Wednesday, December 3, 2014

Well Hello

I’m 4.  Brow furrowed, heart aching, I am somehow leaving Blockbuster without “The Sound of Music.”  Whoever this "Dolly" is, I do not want to say, "Hello!" to her.  My brain has no room.  I need to see my Maria spinning free on the hills!  They are alive for heaven’s sake!  She wants to skip across rocks and run through fields.  So do I!

"You’ll like it Erin!  Stop pouting!"
The VHS clunks and whizzes, and I whiz with it - into a world completely choreographed by a whipperwhool of a woman with the boldest voice I’ve ever heard and the biggest energy I’ve ever seen.  Her charisma eats up the screen, and while she could never, ever replace my nun who longed for adventure, she makes her own space in my world.
I’m 14.  Boys are really cute - especially this one boy with deep blue eyes and a soul and brain to match.  Plus he has a six pack.  

We have cable now, so I’m flipping through channels.

-And if you act right now-
FLIP
-f only we’d gotten there sooner sh-
FLIP
-ming up next, see how-
FLIP
- OUT THEEEEEERE! -
FLIP pause FLIP BACK
And Dolly and her gang are at it again.  Except it’s the young people who draw me in this time.  All Barnaby and Cornelius want is to kiss a girl.  All I want is to kiss that boy.  I get them.  They get me.  We all eventually get our kiss.  Life really is like the movies!
I’m 17.  Our director is sick so we’re watching a musical in class.  Babs wins the vote over those gangsters who for some reason fight by snapping their fingers at each other.  I smile.  It’s like seeing old friends.

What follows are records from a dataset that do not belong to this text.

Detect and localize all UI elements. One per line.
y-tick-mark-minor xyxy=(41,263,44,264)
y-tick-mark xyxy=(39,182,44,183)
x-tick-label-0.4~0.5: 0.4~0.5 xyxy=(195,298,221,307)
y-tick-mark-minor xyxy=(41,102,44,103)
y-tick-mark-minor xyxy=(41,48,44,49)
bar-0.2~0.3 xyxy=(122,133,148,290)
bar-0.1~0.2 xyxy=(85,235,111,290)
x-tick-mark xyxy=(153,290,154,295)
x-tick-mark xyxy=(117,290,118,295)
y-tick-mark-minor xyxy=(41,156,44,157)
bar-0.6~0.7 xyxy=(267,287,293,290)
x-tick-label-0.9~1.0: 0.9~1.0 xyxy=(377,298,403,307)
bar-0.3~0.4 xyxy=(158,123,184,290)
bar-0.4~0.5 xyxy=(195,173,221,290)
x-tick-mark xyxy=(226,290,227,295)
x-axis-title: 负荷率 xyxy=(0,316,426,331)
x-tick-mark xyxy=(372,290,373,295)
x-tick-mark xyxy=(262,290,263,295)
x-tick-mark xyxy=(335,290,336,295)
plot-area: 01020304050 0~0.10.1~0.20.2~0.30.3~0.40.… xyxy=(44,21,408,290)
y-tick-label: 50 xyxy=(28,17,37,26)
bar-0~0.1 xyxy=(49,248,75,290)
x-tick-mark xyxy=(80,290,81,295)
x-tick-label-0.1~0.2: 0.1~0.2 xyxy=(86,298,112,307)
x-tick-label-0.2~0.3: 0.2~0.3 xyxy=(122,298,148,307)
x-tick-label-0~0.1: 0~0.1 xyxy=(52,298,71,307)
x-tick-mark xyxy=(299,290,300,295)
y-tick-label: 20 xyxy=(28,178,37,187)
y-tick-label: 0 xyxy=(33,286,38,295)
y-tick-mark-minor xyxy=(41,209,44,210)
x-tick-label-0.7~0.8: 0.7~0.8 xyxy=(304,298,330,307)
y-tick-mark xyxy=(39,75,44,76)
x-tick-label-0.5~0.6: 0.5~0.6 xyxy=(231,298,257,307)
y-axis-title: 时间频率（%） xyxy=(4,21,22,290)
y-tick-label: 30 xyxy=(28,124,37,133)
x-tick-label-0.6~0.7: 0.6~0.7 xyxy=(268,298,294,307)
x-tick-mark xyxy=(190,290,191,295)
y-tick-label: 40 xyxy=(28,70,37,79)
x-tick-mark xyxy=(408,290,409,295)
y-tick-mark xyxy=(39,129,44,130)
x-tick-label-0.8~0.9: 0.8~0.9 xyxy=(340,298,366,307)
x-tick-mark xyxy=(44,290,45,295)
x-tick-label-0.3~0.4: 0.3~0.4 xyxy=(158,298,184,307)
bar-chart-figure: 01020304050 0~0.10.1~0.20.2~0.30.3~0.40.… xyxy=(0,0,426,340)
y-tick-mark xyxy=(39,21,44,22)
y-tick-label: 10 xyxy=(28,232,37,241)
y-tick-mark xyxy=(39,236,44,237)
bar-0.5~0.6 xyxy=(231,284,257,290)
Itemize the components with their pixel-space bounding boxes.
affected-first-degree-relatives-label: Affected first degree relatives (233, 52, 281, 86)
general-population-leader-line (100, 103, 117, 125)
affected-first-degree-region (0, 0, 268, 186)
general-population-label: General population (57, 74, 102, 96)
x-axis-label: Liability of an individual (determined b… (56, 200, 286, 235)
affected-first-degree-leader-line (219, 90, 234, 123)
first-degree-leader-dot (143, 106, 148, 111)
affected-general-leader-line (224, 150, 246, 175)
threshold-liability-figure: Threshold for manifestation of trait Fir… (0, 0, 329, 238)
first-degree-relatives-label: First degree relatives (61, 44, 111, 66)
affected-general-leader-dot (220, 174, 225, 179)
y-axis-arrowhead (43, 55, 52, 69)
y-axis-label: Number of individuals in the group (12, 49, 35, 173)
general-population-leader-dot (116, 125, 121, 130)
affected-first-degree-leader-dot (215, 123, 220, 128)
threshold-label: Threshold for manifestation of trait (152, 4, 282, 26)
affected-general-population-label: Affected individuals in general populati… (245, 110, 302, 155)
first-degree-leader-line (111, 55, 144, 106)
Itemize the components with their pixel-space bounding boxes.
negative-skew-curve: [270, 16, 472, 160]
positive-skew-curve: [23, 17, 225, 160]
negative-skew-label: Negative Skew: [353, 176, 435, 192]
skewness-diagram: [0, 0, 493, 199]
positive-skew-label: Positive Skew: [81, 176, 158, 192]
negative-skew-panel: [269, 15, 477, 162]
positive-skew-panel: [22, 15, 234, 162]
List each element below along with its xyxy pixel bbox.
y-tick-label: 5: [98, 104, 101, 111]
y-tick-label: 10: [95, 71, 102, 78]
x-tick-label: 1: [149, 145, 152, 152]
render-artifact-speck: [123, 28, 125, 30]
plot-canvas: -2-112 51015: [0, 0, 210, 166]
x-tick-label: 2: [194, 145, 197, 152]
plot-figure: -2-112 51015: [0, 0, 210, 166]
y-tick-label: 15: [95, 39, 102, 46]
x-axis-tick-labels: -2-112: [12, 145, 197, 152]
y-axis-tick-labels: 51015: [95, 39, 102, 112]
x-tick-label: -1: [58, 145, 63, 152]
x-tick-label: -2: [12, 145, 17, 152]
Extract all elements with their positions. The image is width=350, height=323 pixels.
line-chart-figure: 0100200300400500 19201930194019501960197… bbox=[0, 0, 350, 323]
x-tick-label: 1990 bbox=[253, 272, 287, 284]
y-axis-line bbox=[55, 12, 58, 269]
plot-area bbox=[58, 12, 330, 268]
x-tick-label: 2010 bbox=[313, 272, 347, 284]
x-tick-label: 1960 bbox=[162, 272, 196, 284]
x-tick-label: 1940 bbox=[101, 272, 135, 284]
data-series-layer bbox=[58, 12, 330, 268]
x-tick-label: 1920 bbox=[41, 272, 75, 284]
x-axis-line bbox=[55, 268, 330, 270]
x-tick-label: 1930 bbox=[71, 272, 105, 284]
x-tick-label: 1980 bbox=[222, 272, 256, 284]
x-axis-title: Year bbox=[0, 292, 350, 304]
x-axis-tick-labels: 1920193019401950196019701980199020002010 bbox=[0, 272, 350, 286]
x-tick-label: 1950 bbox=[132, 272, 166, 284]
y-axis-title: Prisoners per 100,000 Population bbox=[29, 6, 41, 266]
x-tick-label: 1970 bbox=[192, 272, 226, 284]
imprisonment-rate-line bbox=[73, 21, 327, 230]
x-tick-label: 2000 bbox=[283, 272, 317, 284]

I sit and think of other things.  That is, until the parade passes by.

Alright Dolly, you’ve got my attention.  
Suddenly I realize, Dolly got lucky.  She married rich.  Her husband died.  Now she can do WHATEVER she wants.  What a life she’s lived…
Fuck the boy!  I mean - you know what I mean.  Why does every girl who goes looking for adventure end up married?  Really - fuck the boy.
I have to get out of here before the parade passes by, because out there, there’s a world outside of Nebraska, and…
I’m 20.  My college home is Swarthmore, PA, but for now, I’m back in Nebraska.  I’m triple-counting to make sure I have the same 12 bobbing heads that I had when we first sat down.  The chair kicker is strategically seated next to me, I’ve convinced the man behind the counter that it's worth everyone’s while for him to refill two pops that have already spilled - free of charge - and the lights are dimming.  

"OUT THERE!"  Plays on the screen.  In a theater populated by college students and summer campers, I realize I’m the only one who recognizes this song as we spin through solar systems, and streak past planets - Star Trek style - until finally Earth comes in to view.  We meet a cube-ish robot who collects things, human things, things he’s piecing together in a world where he is totally alone (save for one bug).  This little robot reminds me of what it means to wonder.  And he does it at a time when wonder feels very far away.
I’m 27.  Gin and olive juice fill my nostrils as a chorus of voices announce they’ve, “gotta get in step while there’s still time left.”  It’s a sentimental last hurrah for a man who is about to leave the city by the bay.  I talk to him later, and he tells me through tears that he is moving to Florida.  To be close to family, yes, but also to be there for a godchild with a gay son.  The man I’m speaking to wants to make sure that neither of them are left behind by the parade, because many, many years ago he feels like he and his father were.

I now have a heart and a brain full of many examples of courageous, intelligent, independent women.  Many of whom don’t get married at the end of the movie.
The boy is dead, and with him died that little girl who thought that all stories have a happy ending.  It’s a perspective that needed to die.  Still, I wish something else would have killed it.  There have been plenty of moments that would have done the same job far less viciously.
The parade has not passed me by, and I am certainly OUT THERE, both figuratively and literally.
I still love that kid who bangs his feet against the chair in front of him, and I still feel the unrelenting drive to advocate for every kid who “spills a soda.” They all deserve a second chance.  Many of them didn’t get to believe in happy endings as long as I did.  Many of them still do. Regardless, they are all beautiful.

What is all this for?  Who knows.  I got to say, “Hello!” to Dolly for the first time in a while on Monday night.  I guess it just got me thinking.